Why harp on this? Because I’ve been in this business more than 40 years, during which time comics have often been treated as the idiot stepchild of literature. Librarians used to swear no comic books would ever assail the sacred bastions of their stacks. Playwrights, filmmakers, and even the worst hack prose writers would poo poo comics as a gutter medium, suited only for children and imbeciles.
That’s changed some lately. Comics are now the coin of the realm in libraries, where circulation figures are the standard by which all worth is measured. Movie moguls and prose writers try to break into comics, and build multi-billion dollar franchises from the stories first told by these cartoonists who could barely scrape out a living from their creations.
But the hard core “real” writers still look down their noses at us, even though the written languages they traffic in are barely a few thousand years old. The first pure alphabets (properly called abjads, or so I’m told) mapping single symbols to single phonemes, only emerged around 1800 BC, which is brand new compared to the vast ages of comics.
So then, here’s my message to you Johnny-come-latelies plying your newfangled prose works: “You’re very welcome to join in. It’s a big pool. There’s plenty of room, and the storytelling trade can accommodate any new mechanism and medium in order to get stories told.
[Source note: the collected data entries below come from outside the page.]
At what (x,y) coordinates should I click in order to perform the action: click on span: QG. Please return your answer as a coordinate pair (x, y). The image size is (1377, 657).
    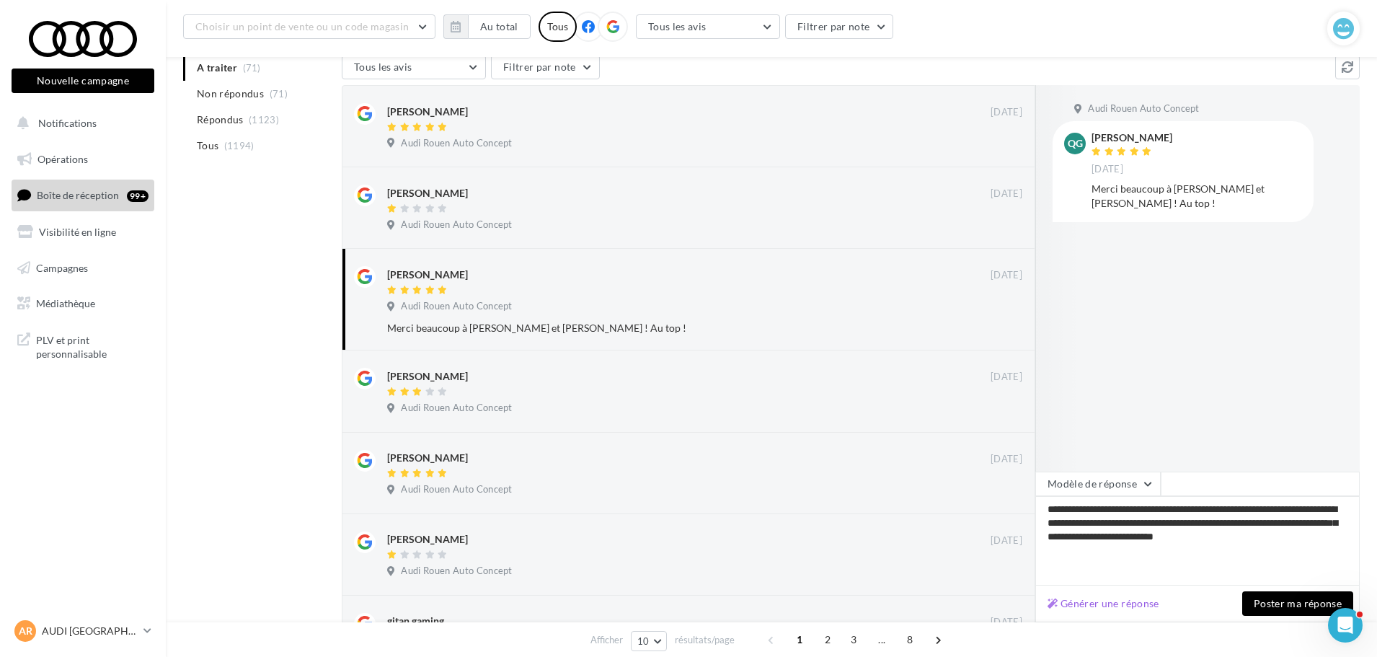
    Looking at the image, I should click on (1075, 143).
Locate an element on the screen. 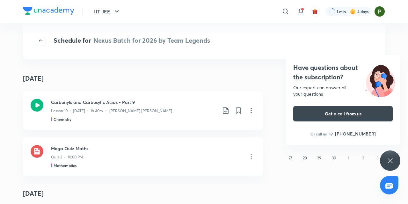 This screenshot has height=204, width=408. abbr: April 28, 2025 is located at coordinates (305, 158).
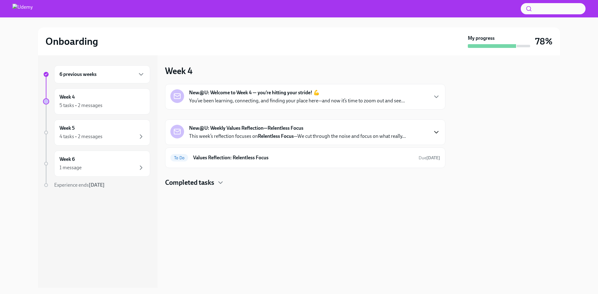 Image resolution: width=598 pixels, height=294 pixels. What do you see at coordinates (102, 74) in the screenshot?
I see `div: 6 previous weeks` at bounding box center [102, 74].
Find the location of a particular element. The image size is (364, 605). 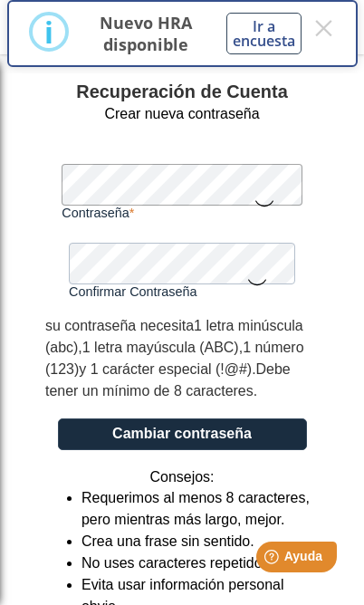

span: 1 letra mayúscula (ABC) is located at coordinates (160, 347).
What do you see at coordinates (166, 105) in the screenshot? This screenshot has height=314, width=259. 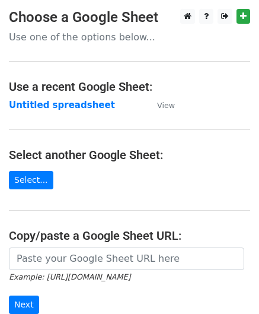 I see `small: View` at bounding box center [166, 105].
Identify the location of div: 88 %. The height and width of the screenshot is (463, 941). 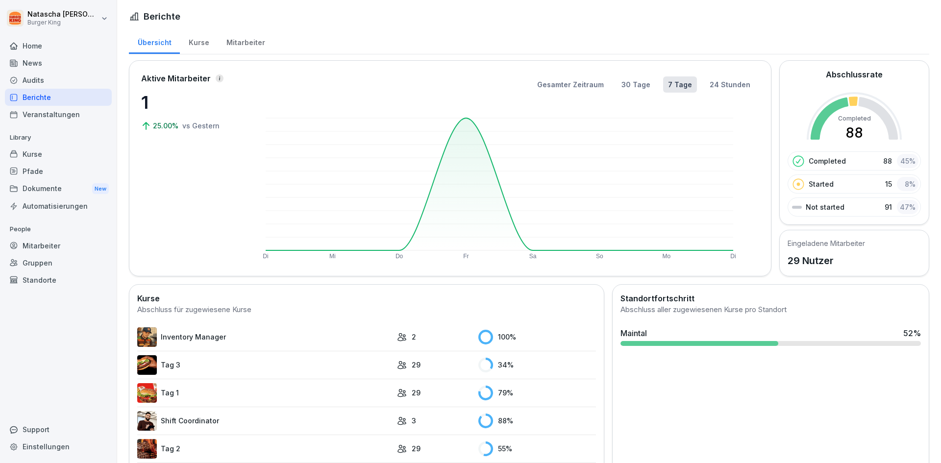
(537, 421).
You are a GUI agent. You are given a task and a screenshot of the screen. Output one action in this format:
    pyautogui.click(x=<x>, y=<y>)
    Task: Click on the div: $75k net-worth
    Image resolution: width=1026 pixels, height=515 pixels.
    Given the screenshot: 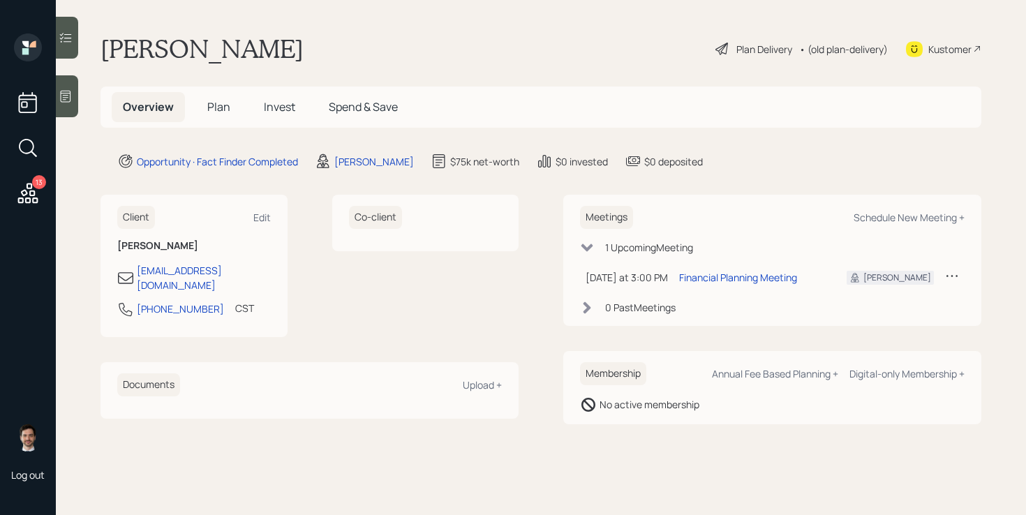 What is the action you would take?
    pyautogui.click(x=484, y=161)
    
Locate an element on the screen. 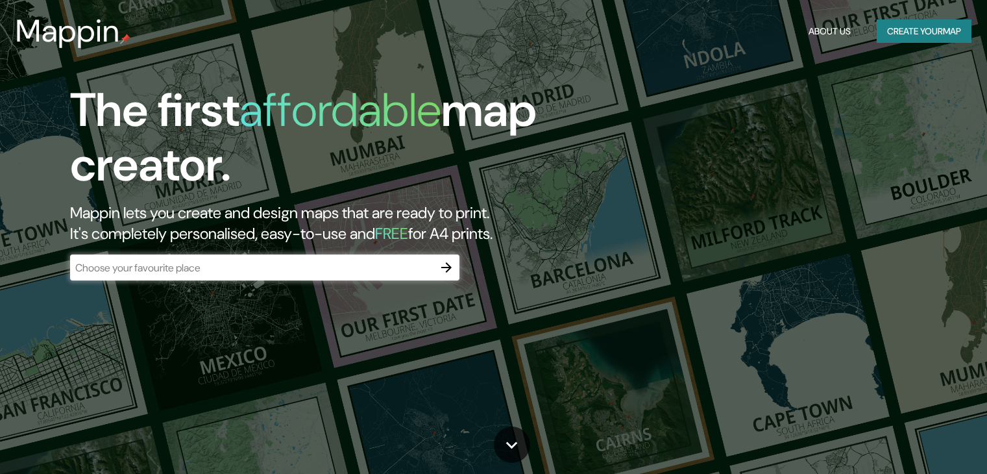  h5: FREE is located at coordinates (391, 233).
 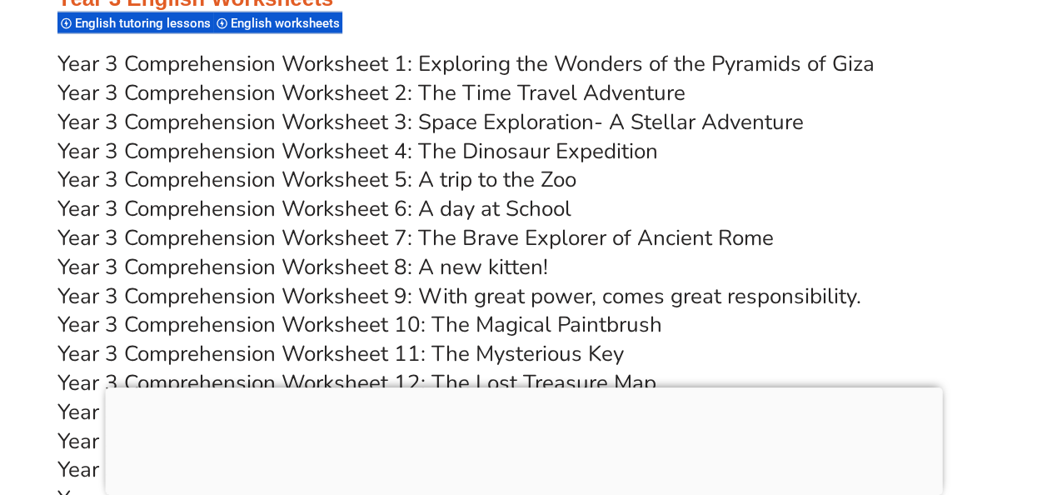 What do you see at coordinates (356, 382) in the screenshot?
I see `a: Year 3 Comprehension Worksheet 12: The Lost Treasure Map` at bounding box center [356, 382].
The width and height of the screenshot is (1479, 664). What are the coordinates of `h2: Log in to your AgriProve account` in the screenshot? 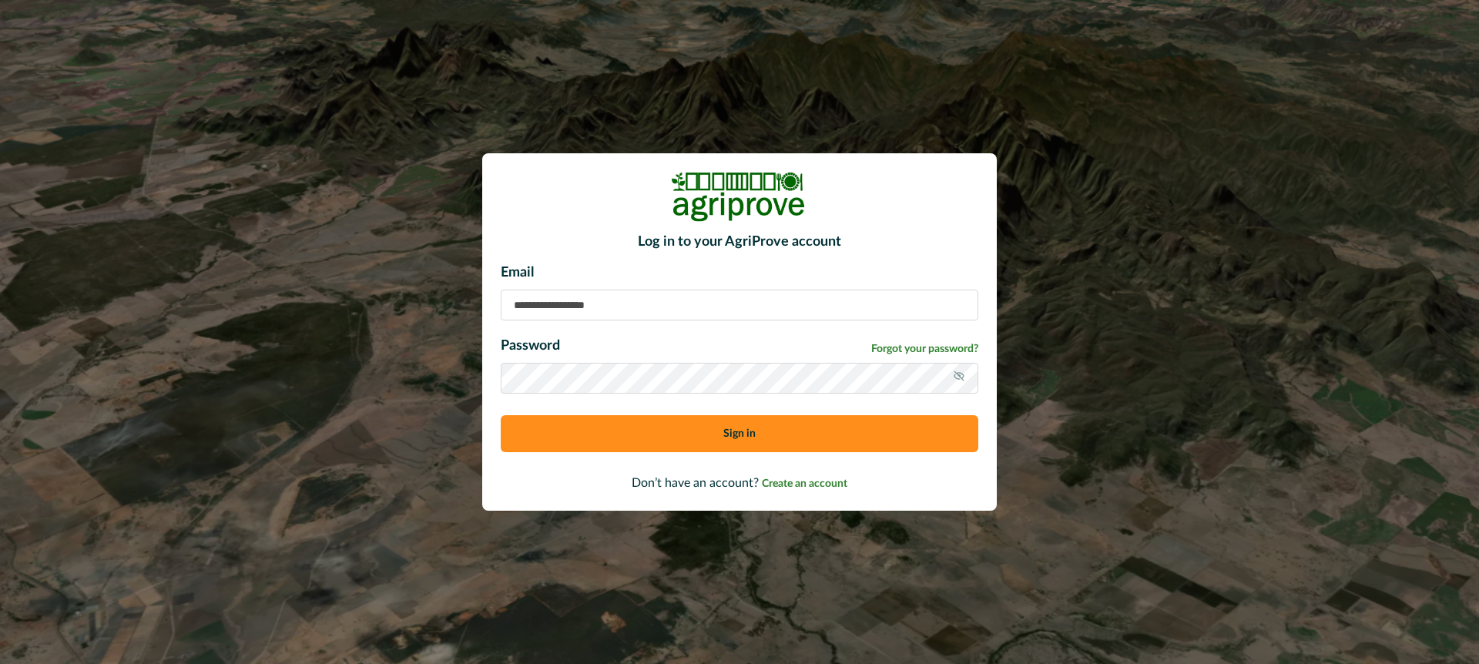 It's located at (740, 243).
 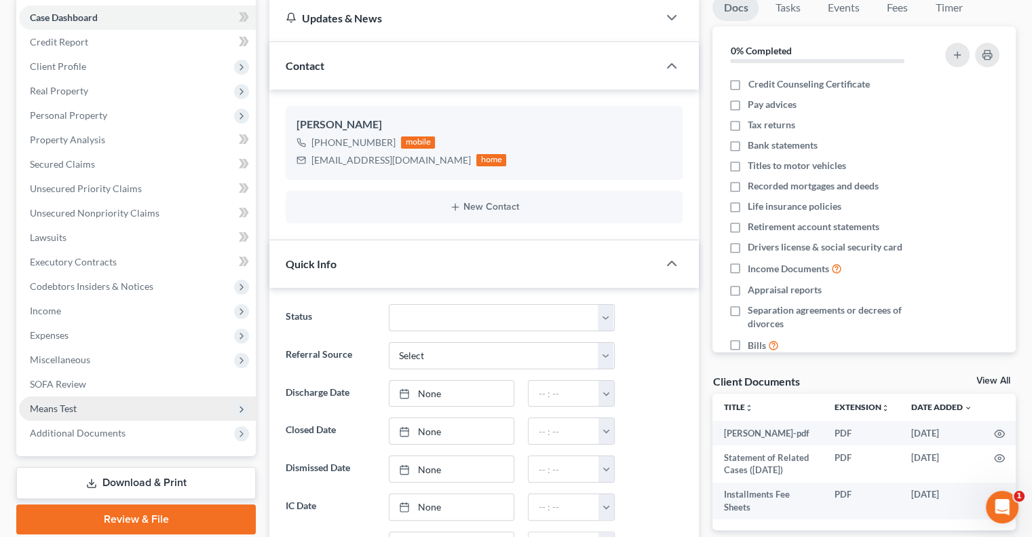 I want to click on span: Client Profile, so click(x=58, y=66).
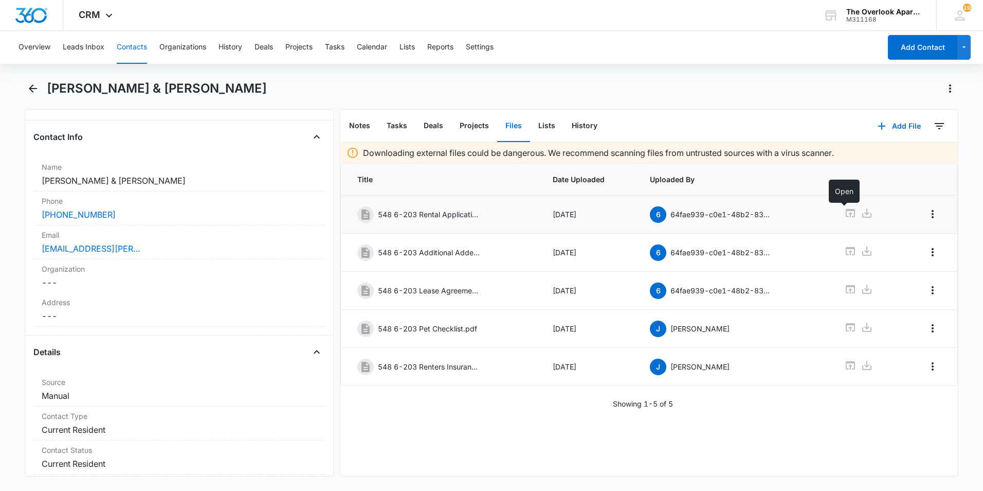 The width and height of the screenshot is (983, 491). Describe the element at coordinates (599, 153) in the screenshot. I see `p: Downloading external files could be dangerous. We recommend scanning files from untrusted sources...` at that location.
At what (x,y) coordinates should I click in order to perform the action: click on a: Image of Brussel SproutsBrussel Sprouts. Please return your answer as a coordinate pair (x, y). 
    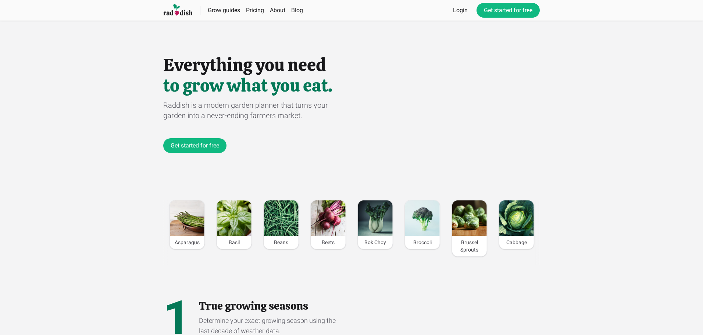
    Looking at the image, I should click on (469, 228).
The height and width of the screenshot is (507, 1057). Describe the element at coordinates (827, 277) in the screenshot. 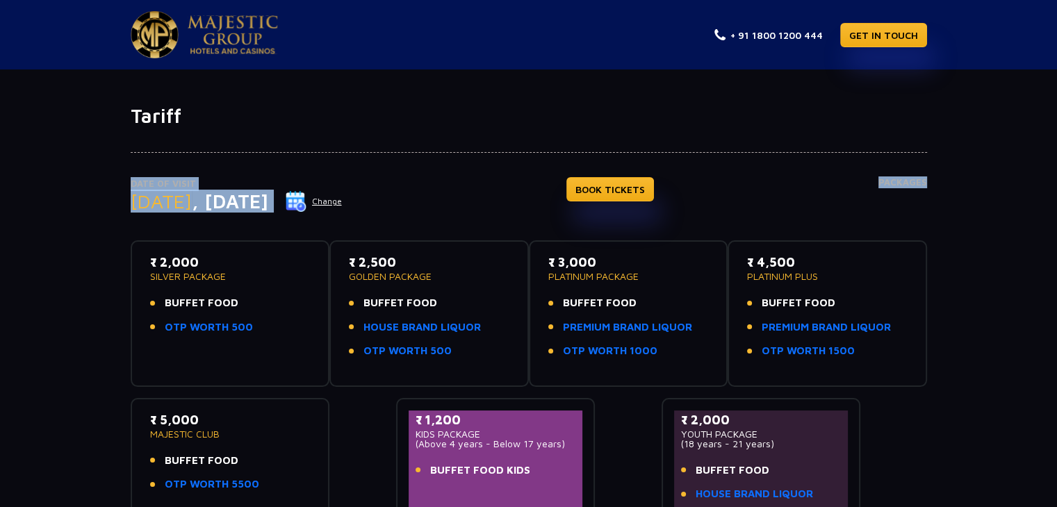

I see `p: PLATINUM PLUS` at that location.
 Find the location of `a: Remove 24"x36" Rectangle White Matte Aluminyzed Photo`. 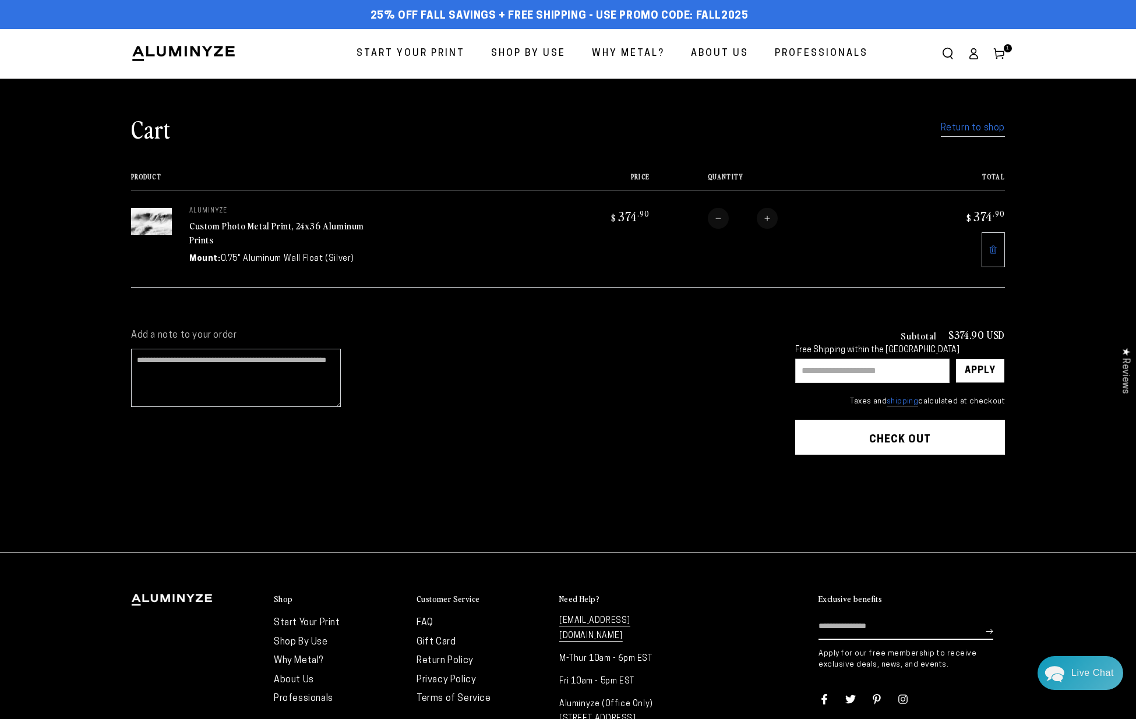

a: Remove 24"x36" Rectangle White Matte Aluminyzed Photo is located at coordinates (993, 250).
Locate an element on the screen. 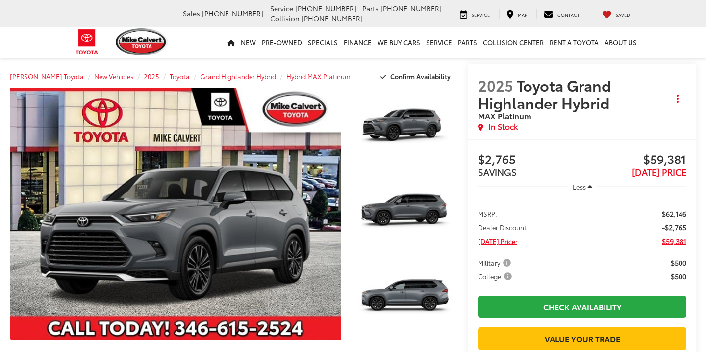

We won’t ever look down on you the way you did to us.
“Will your new prose and film mediums stand the test of time? Who knows? Stick around long enough and I guess we’ll see. Will they ever accomplish as much for the human race as comics has done? No, because civilizations have risen via comics. Mankind has been transformed into a literate animal from comics, and it all happened long before you came along. Still, keep plugging away. You’re doing good work so far. We’re rooting for you, kiddo.”
And who knows? Civilizations may fall once again. The smart money says, given enough time and human folly, it’s almost certain we’ll someday tumble back into base savagery. But here’s the thing. When and if that happens, it still won’t be prose writing that drags us back into civilized enlightenment again. Prose alphabets are entirely symbolic constructs and have no relationship to reality. Pictures however, even simple ones, depicting things we see and know in nature, will always do the trick.
We’re hardwired with the ability to convert graphic images in a sequence into story information. That’s why you have to work so hard to acquire a new written language, but a comic in any language can be more or less understood at a glance — provided the pictures carry most of the weight of telling a good story.
That’s why we still put important stuff in pictures.
Don’t worry. When civilization does fall, we’ll save the day again, for which, you’re welcome.
This is my favorite of all your blog posts and probably in the top 10 of my favorite Willingham works (especially if I can count all of Fables as one work).
Well, "real " writers probably do look at 90% of comics as crap, but of course 90% of everything is crap. I seem to recall that you got some respectable establishment types to write some nice introductions to some of the Fables collections, though.